A gentle wave splashes her face just before I swoop her up and she spits and laughs and insists, “down!”

She runs, manic, in wide circles, evading anyone who might try to stop her, in and out of the water, pausing to point at ships and windsurfers. “Aha!” she exclaims. Like she just discovered life’s secrets.

Her joy is so infectious that a crowd gathers, giggles along with us, until, concurrent with the setting sun, the cherub plops prostrate on the wet sand, spent.

She is Issy, Cole’s daughter.

Cole is 22. He works two jobs. He engages in long, thoughtful discussions about politics, social issues, music and movies and writes gut-wrenching poetry that he prefers to call rap.

He stayed alive, so we still get to celebrate Christmas and birthdays. We did not become zombies. We don’t have to live in a post-apocalyptic, dead-child world. So I clutch and hold and sear into my soul memories like that day on the beach. Or the sound of Morgan singing. The way Cole hugs me tightly when he comes and goes, and how Issy pats my sweet dog Seamus’s scruffy head and tries to say his name, “Shay!”

I have decided that Karma is bullshit.

At least in the simple, earthly sense I once feared, it is. I have written hundreds of articles by now, the grind of the contemporary reporter. Some of the articles are about loving, hardworking parents whose children are kidnapped, raped, beaten, killed or run down as they cross the street; others are about cheaters and egomaniacs elected to public office or mean-spirited chefs who land a TV show. A dying child is prayed over by hundreds of believers, and lives. The same community prays for a dying child, and he dies.

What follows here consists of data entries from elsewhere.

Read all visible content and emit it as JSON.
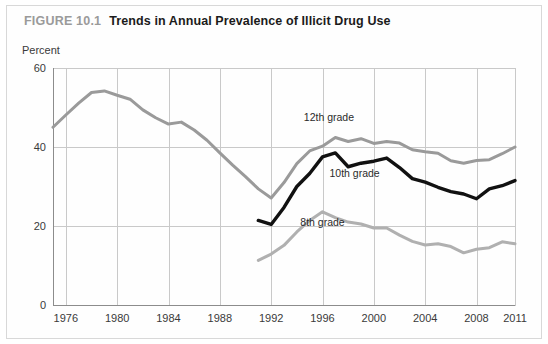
{
  "figure": {
    "number": "FIGURE 10.1",
    "title": "Trends in Annual Prevalence of Illicit Drug Use"
  },
  "chart_data": {
    "type": "line",
    "title": "Trends in Annual Prevalence of Illicit Drug Use",
    "xlabel": "",
    "ylabel": "Percent",
    "xlim": [
      1975,
      2011
    ],
    "ylim": [
      0,
      60
    ],
    "ytick_labels": [
      "0",
      "20",
      "40",
      "60"
    ],
    "yticks": [
      0,
      20,
      40,
      60
    ],
    "xtick_labels": [
      "1976",
      "1980",
      "1984",
      "1988",
      "1992",
      "1996",
      "2000",
      "2004",
      "2008",
      "2011"
    ],
    "xticks": [
      1976,
      1980,
      1984,
      1988,
      1992,
      1996,
      2000,
      2004,
      2008,
      2011
    ],
    "grid": true,
    "legend_position": "inline-labels",
    "series": [
      {
        "name": "12th grade",
        "color": "#9a9a9a",
        "label_x": 1996.5,
        "label_y": 46.5,
        "x": [
          1975,
          1976,
          1977,
          1978,
          1979,
          1980,
          1981,
          1982,
          1983,
          1984,
          1985,
          1986,
          1987,
          1988,
          1989,
          1990,
          1991,
          1992,
          1993,
          1994,
          1995,
          1996,
          1997,
          1998,
          1999,
          2000,
          2001,
          2002,
          2003,
          2004,
          2005,
          2006,
          2007,
          2008,
          2009,
          2010,
          2011
        ],
        "values": [
          45.0,
          48.1,
          51.1,
          53.8,
          54.2,
          53.1,
          52.1,
          49.4,
          47.4,
          45.8,
          46.3,
          44.3,
          41.7,
          38.5,
          35.4,
          32.5,
          29.4,
          27.1,
          31.0,
          35.8,
          39.0,
          40.2,
          42.4,
          41.4,
          42.1,
          40.9,
          41.4,
          41.0,
          39.3,
          38.8,
          38.4,
          36.5,
          35.9,
          36.6,
          36.8,
          38.3,
          40.0
        ]
      },
      {
        "name": "10th grade",
        "color": "#111111",
        "label_x": 1998.5,
        "label_y": 32.5,
        "x": [
          1991,
          1992,
          1993,
          1994,
          1995,
          1996,
          1997,
          1998,
          1999,
          2000,
          2001,
          2002,
          2003,
          2004,
          2005,
          2006,
          2007,
          2008,
          2009,
          2010,
          2011
        ],
        "values": [
          21.4,
          20.4,
          24.7,
          30.0,
          33.3,
          37.5,
          38.5,
          35.0,
          35.9,
          36.4,
          37.2,
          34.8,
          32.0,
          31.1,
          29.8,
          28.7,
          28.1,
          26.9,
          29.4,
          30.2,
          31.5
        ]
      },
      {
        "name": "8th grade",
        "color": "#b0b0b0",
        "label_x": 1996.0,
        "label_y": 20.0,
        "x": [
          1991,
          1992,
          1993,
          1994,
          1995,
          1996,
          1997,
          1998,
          1999,
          2000,
          2001,
          2002,
          2003,
          2004,
          2005,
          2006,
          2007,
          2008,
          2009,
          2010,
          2011
        ],
        "values": [
          11.3,
          12.9,
          15.1,
          18.5,
          21.4,
          23.6,
          22.1,
          21.0,
          20.5,
          19.5,
          19.5,
          17.7,
          16.1,
          15.2,
          15.5,
          14.8,
          13.2,
          14.1,
          14.5,
          16.0,
          15.5
        ]
      }
    ]
  }
}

“Life doesn’t discriminate between the sinners and the saints.” It’s a line from “Hamilton,” which I saw on Broadway with Morgan. (That a sinner such as myself — a junky who left home for close to two years, who continues to make mistakes and keep secrets —scored Hamilton tickets is substantiation of its truth.)

The indiscriminate action of the universe makes me feel more detached from it, further away from comprehending it, less sure that God doesn’t Give you anything you cannot handle or Everything happens for a reason, those hackneyed yet comforting clichés.

I haven’t of late felt the premonition of doom. But I am certain that both agonies and ecstasies, if not Fates and Furies, lie ahead.

Deep nights, when I am the only one awake, I wonder: What will the death toll look like when Issy is 16?

Will it come for her? Someone she loves?


By Christina Hughes Babb

Christina Hughes Babb is an award-winning journalist, writer and editor working in the Dallas/Fort Worth area for 15 years, or so.